Put guardrails in place to prevent engineers from accidentally pasting API keys, database credentials, or PII into Claude Code prompts. This is a tooling problem as much as a policy problem. Pre-commit hooks that catch secrets before they get into prompts are worth the setup time.
Cost Management and Rate Limits
Claude Code costs money per token. At individual scale this is negligible. At team scale across hundreds of engineers, it adds up and needs to be managed.
Set up spend alerts. Anthropic’s API console lets you configure alerts at spend thresholds. Set them. Unexpected cost spikes usually mean someone wrote a loop that’s calling the API repeatedly, or a shared integration is misbehaving.
Understand your token usage patterns. Long context windows — entire files, large codebases — are expensive. Engineers who develop a habit of pasting entire repositories into every prompt will burn through budget fast. Set expectations about efficient prompting (more on this in Day 10).
Rate limit by team or role if needed. If you’re on a usage-based plan, you can manage costs by limiting which teams or roles have access to higher-context operations. Not always necessary, but useful to know you can.
Budget per team. Treat AI tooling spend like any other infrastructure cost. Give teams a budget, make it visible, let them optimise. Hidden costs create the wrong incentives.
Governance and Acceptable Use
This is the part engineering leaders skip because it feels like paperwork. It’s not.

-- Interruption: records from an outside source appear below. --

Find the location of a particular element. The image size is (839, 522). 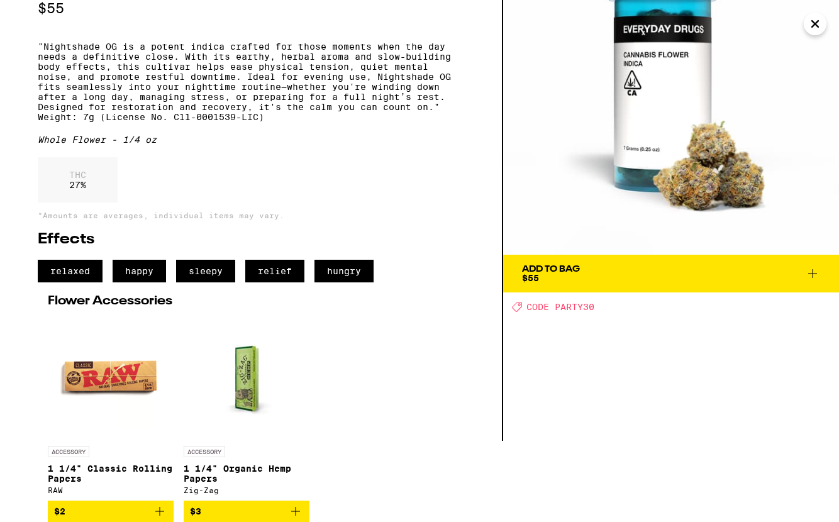

span: Hi. Need any help? is located at coordinates (49, 14).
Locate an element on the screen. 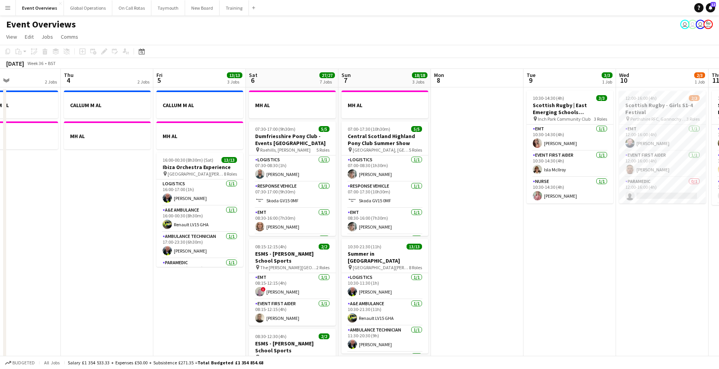  span: Comms is located at coordinates (69, 37).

Write an acceptable use policy. It doesn’t have to be long. It needs to answer: what can Claude Code be used for? What’s off-limits? How do you handle AI-generated code in production? What’s the policy on sharing proprietary code with the API?
The engineers who misuse the tool are usually not doing it maliciously — they just don’t know the boundaries. A clear policy, communicated properly, handles most of it.
AI-generated code and IP. Have your legal team weigh in on the organisation’s position on AI-generated code. What’s the policy on copyright? How is it documented in pull requests? This varies by organisation and jurisdiction, but having a clear position before it becomes a dispute is much better than after.
Human review requirements. Establish clearly that AI-generated or AI-assisted code gets the same code review as human-written code. AI tools can produce plausible-looking code with subtle bugs. The review process is a safety net — don’t let engineers skip it because “the AI wrote it.”
Rollout Strategy
Don’t flip the switch for everyone on day one.
Start with a pilot group — five to ten engineers who are enthusiastic, technically strong, and good at giving feedback. Run it for four to six weeks. Let them find the edges, develop team-specific best practices, and build the internal knowledge base.
Then expand to early adopters. Then everyone.
This isn’t slow — it’s how you end up with a rollout that actually sticks. Mass rollouts of AI tools that skip the pilot phase tend to result in low adoption because engineers don’t know how to use the tool well and conclude it’s not useful.
The Checklist Before You Go Wide
Before rolling Claude Code out to the whole team:
- API keys in secrets manager, not on developer machines
- Audit logging configured
- Data handling policy confirmed with security and legal
- Secrets/PII detection in place for prompts
- Spend alerts and budget tracking set up
- Acceptable use policy written and communicated
- AI-generated code review policy established
- Pilot group completed with learnings documented
None of this is glamorous. All of it prevents the conversation you don’t want to have six months later.
Day 7 of the 30-Day AI Engineering series. Previous: 11 Years In, AI-Augmented.